“A tremendous accomplishment. We cannot fully understand the history of banking in the United States without reckoning with Murphy’s important findings. Banking on Slavery sets the stage for new understandings of the history of capitalism and its relation to slavery.”
— Claire Priest, author of Credit Nation: Property Laws and Institutions in Early America
"In a pathbreaking account of the way Americans financed slavery, Murphy connects the vast sweep of that tragedy to the banking that made it possible. Detail by dollar detail, she exposes the structures that transmuted enslaved people into assets and collateral, building white wealth all the while. A powerful--and chilling--book."
— Christine Desan, author of Making Money: Coin, Currency, and the Coming of Capitalism
"More surprising has been the lack of historical analysis of the banking firms and financial practices that underwrote the expansion of slavery in the antebellum United States. In her groundbreaking new book, Banking on Slavery, historian Sharon Ann Murphy corrects this glaring omission."
— Sean Vanatta, Wharton Initiative on Financial Policy and Regulation
"Murphy’s meticulously researched and clearly written study examines the role of banks in what she terms the concomitant 'financialization' of human property and the southwestern expansion of plantation economies in the mid-19th-century South. . . . The lives of enslaved persons caught in the web of the capitalist marketplace haunt the pages of Murphy's excellent work."
— Choice
"This book is well worth reading for scholars of banking history, slavery, and antebellum institutions generally. The author has clearly done her homework in various archives, and the details associated with individual cases are often fascinating."
— EH.net
"Banking on Slavery fills an important need in our historical understanding. . . .This is one of the very few book-length studies of how banks in the South financed the expansion of slavery into the Old Southwest. Deeply researched and well-grounded in both primary sources and sound secondary scholarship, this excellent book is most welcome and should be read by anyone interested in the history of American slavery."
— Emerging Civil War
"Banking on Slavery evinces deep research in the surviving records of financial institutions, as well as in the documents produced by litigation over them and manuscript sources. Murphy also does yeoman’s work in highlighting the silences forced upon the people ensnared in these transactions, naming them wherever possible. . . The resulting work is exacting in its detail, precise in its accounting, and devastating in its depiction of the ties between slavery and finance in the antebellum South and will reward careful readers with a significantly deeper understanding of the evolution of American slavery."
— H-Early-America
"Sharon Ann Murphy’s richly detailed book, Banking on Slavery: Financing Southern Expansion in the Antebellum United States, deepens our understanding on how slaveholders used banks to finance the development of the frontier South through a detailed analysis of debt contracts, legal cases, and banking policies. Murphy has provided scholars of U.S. slavery and of U.S. financial history with essential details on how banks achieved the financialization of enslaved people, how these banking practices contributed to the growth of the Southern economy, and where Southern frontier banks fit in the context of the nineteenth-century U.S. financial system. And, furthermore, the author adds to the literature on the history of capitalism by clearly showing that, while banking had a lasting affect on slavery, slavery did not have a lasting impact on U.S. commercial banking."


*Work to be completed:* Pictures aside, repeat the whole listing word for word.

*Data records:*
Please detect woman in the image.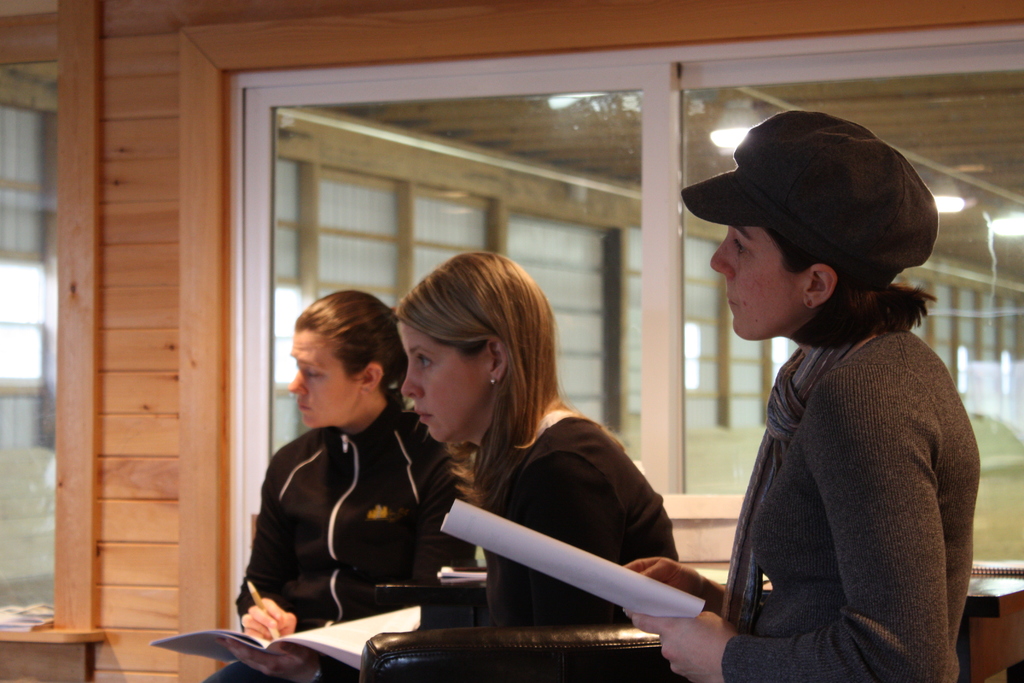
[x1=618, y1=104, x2=984, y2=681].
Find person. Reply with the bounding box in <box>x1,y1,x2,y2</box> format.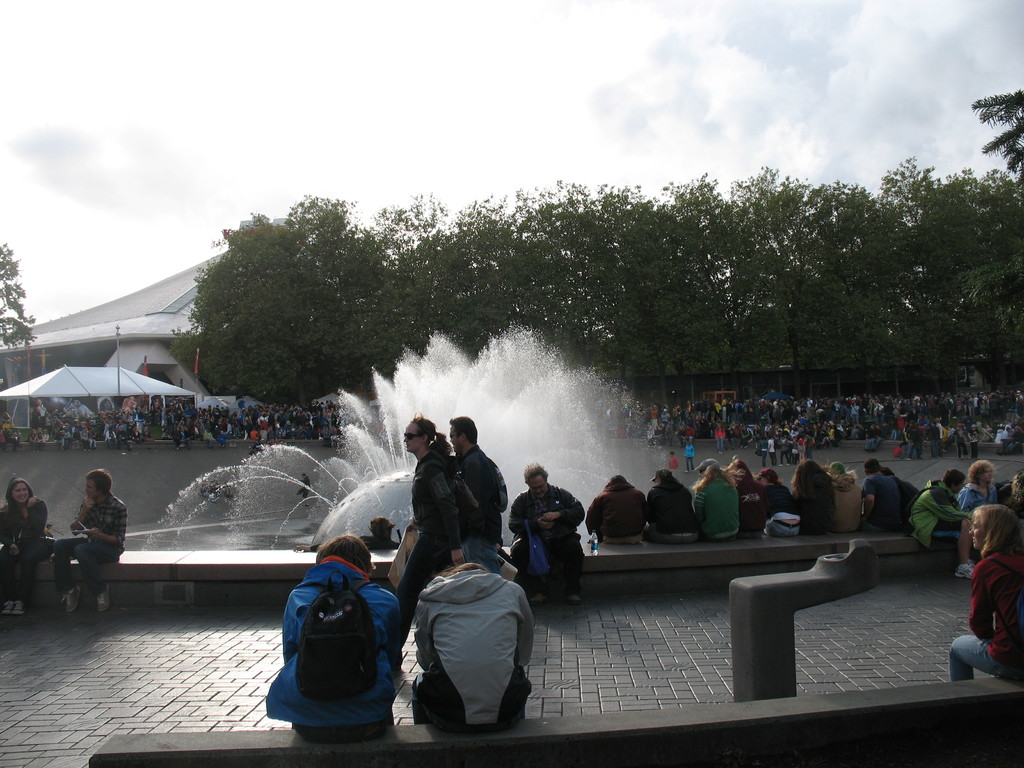
<box>266,537,403,739</box>.
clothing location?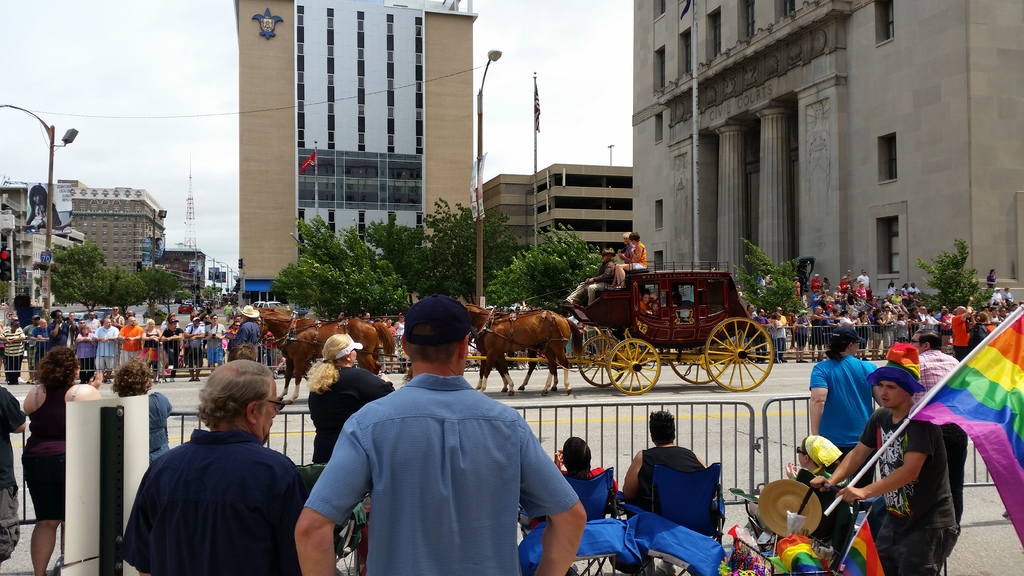
{"left": 807, "top": 354, "right": 876, "bottom": 484}
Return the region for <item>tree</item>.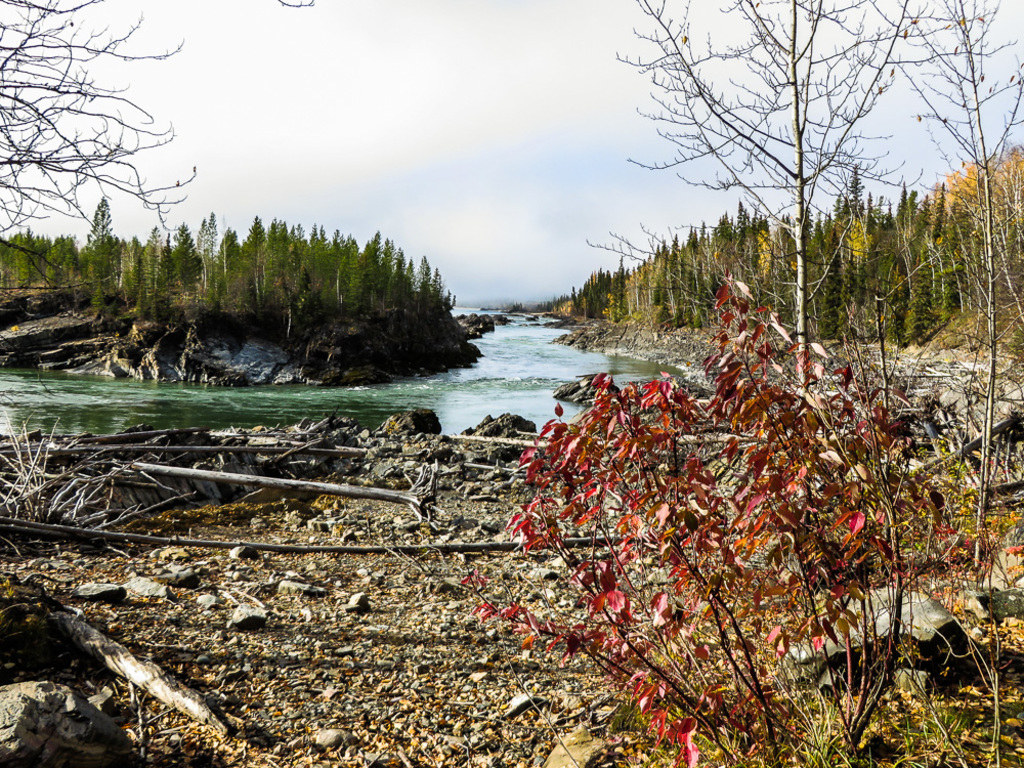
left=19, top=20, right=191, bottom=276.
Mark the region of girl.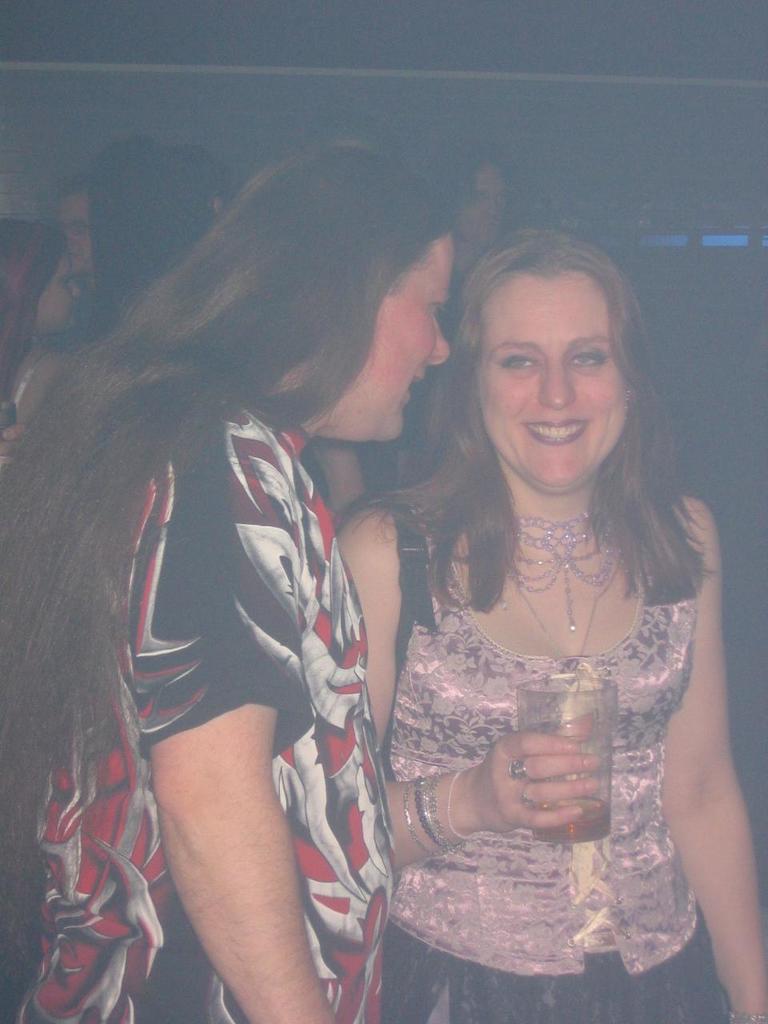
Region: rect(0, 206, 101, 408).
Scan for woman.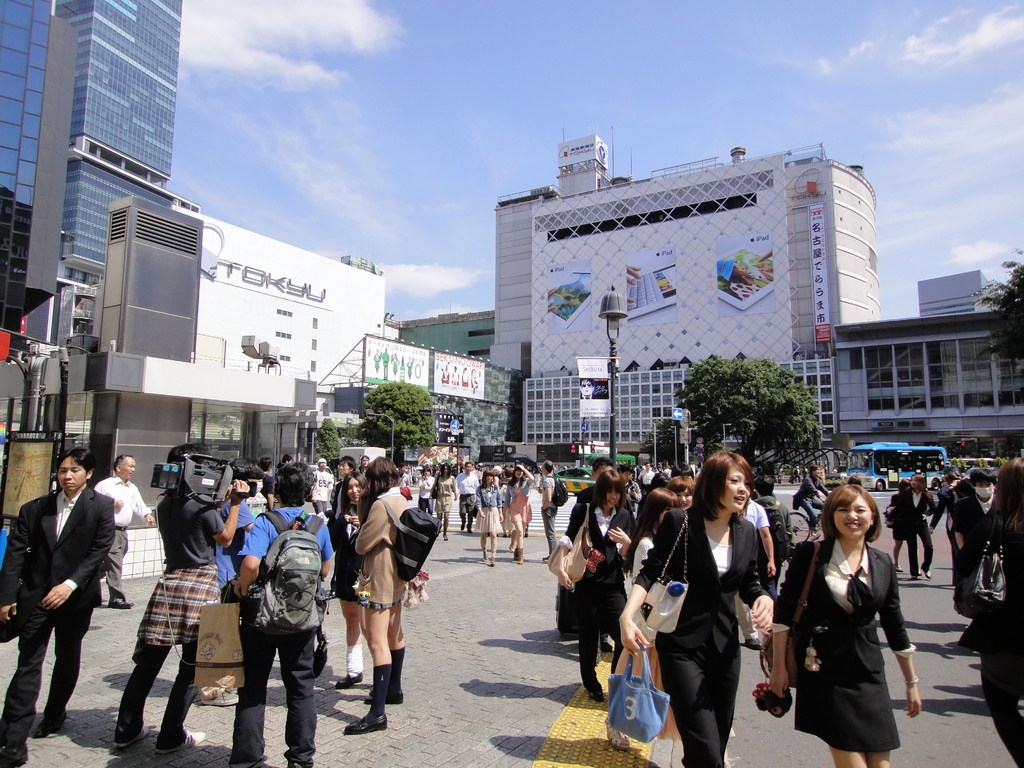
Scan result: [956, 462, 1020, 767].
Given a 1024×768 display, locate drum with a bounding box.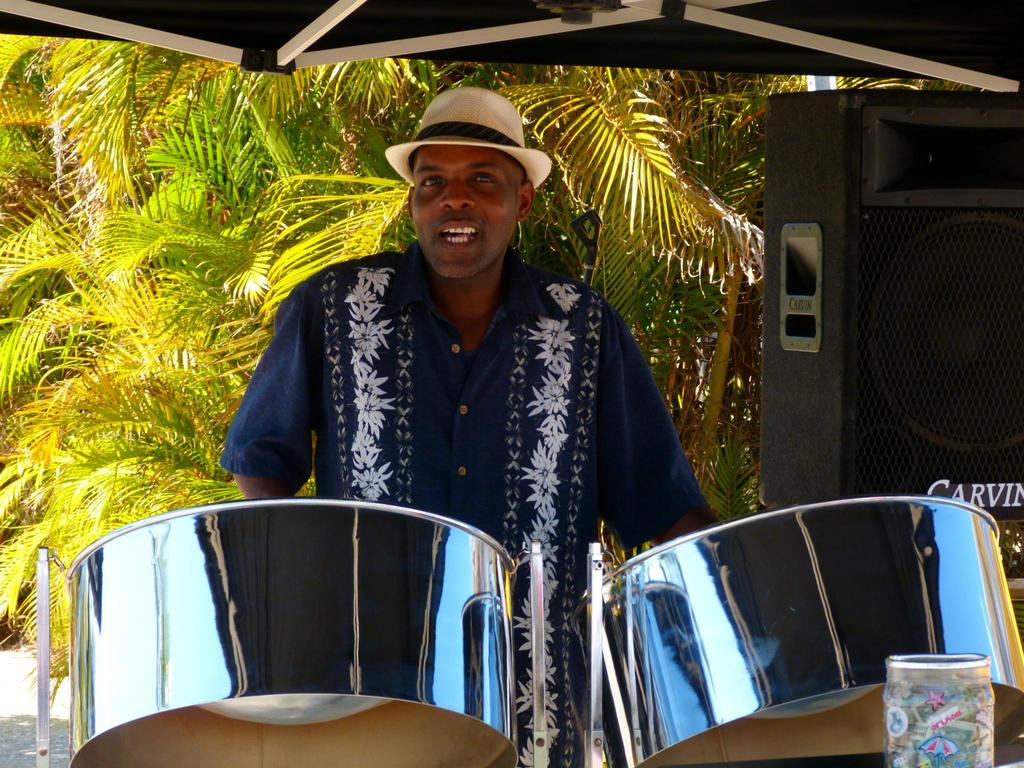
Located: rect(580, 495, 1023, 762).
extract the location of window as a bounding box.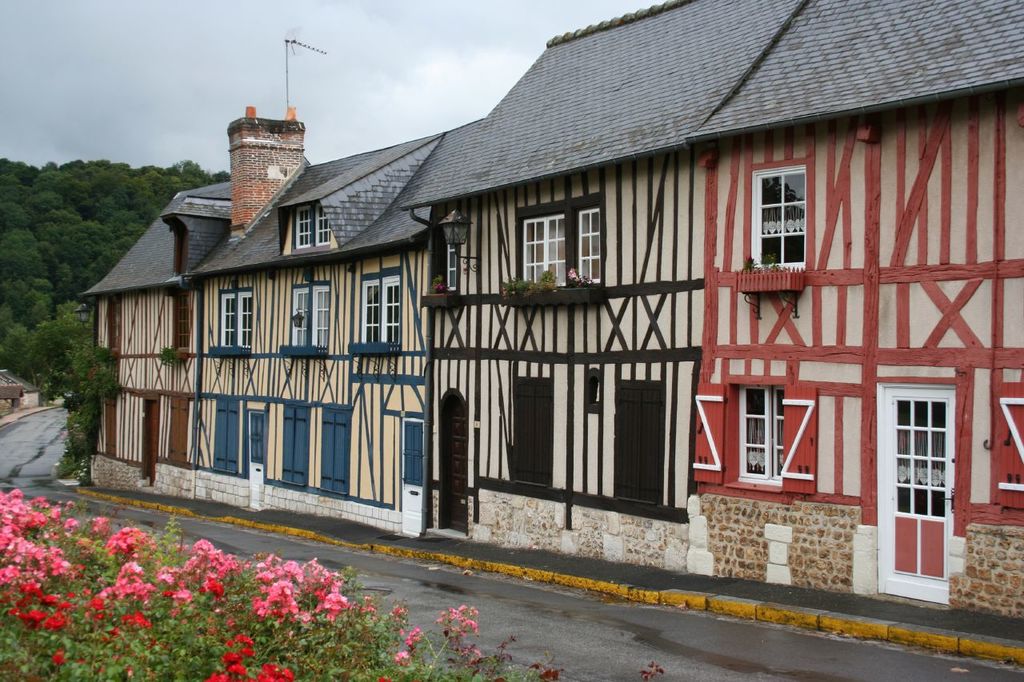
745/163/810/278.
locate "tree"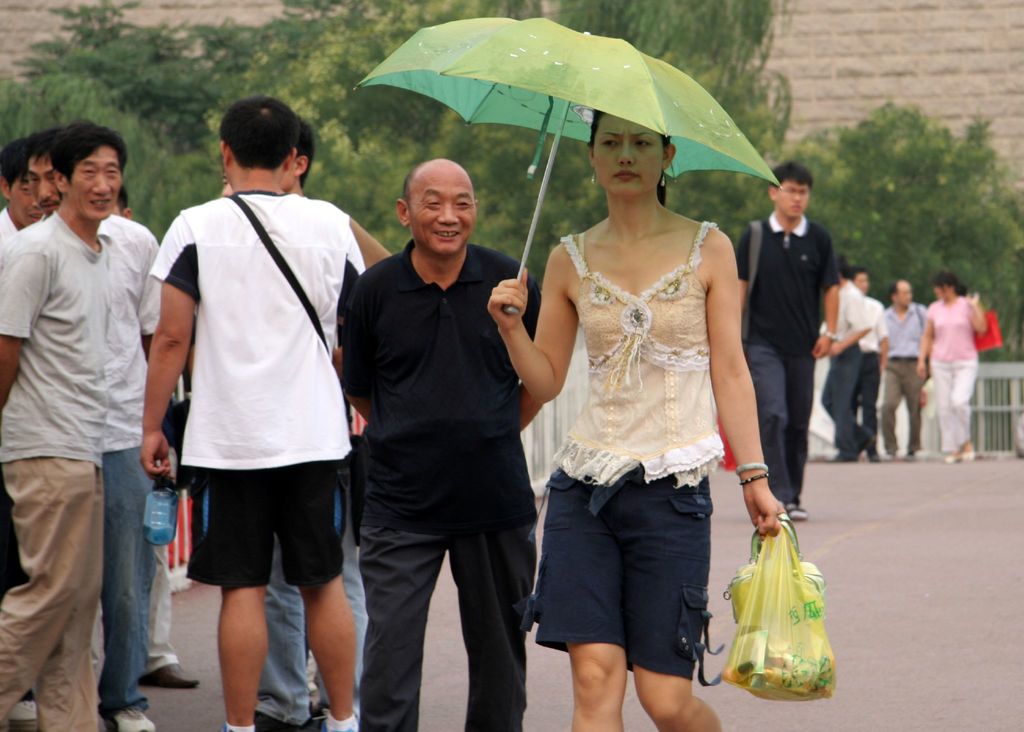
<bbox>789, 61, 1011, 292</bbox>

*Answer box:*
Please detect woman in the image.
[x1=618, y1=104, x2=984, y2=681].
Find person. Reply with the bounding box in <box>x1,y1,x2,y2</box> format.
<box>266,537,403,739</box>.
clothing location?
{"left": 807, "top": 354, "right": 876, "bottom": 484}
Return the region for <item>tree</item>.
left=19, top=20, right=191, bottom=276.
Mark the region of girl.
Region: rect(0, 206, 101, 408).
Scan for woman.
Scan result: [956, 462, 1020, 767].
Given a 1024×768 display, locate drum with a bounding box.
Located: rect(580, 495, 1023, 762).
extract the location of window as a bounding box.
745/163/810/278.
locate "tree"
<bbox>789, 61, 1011, 292</bbox>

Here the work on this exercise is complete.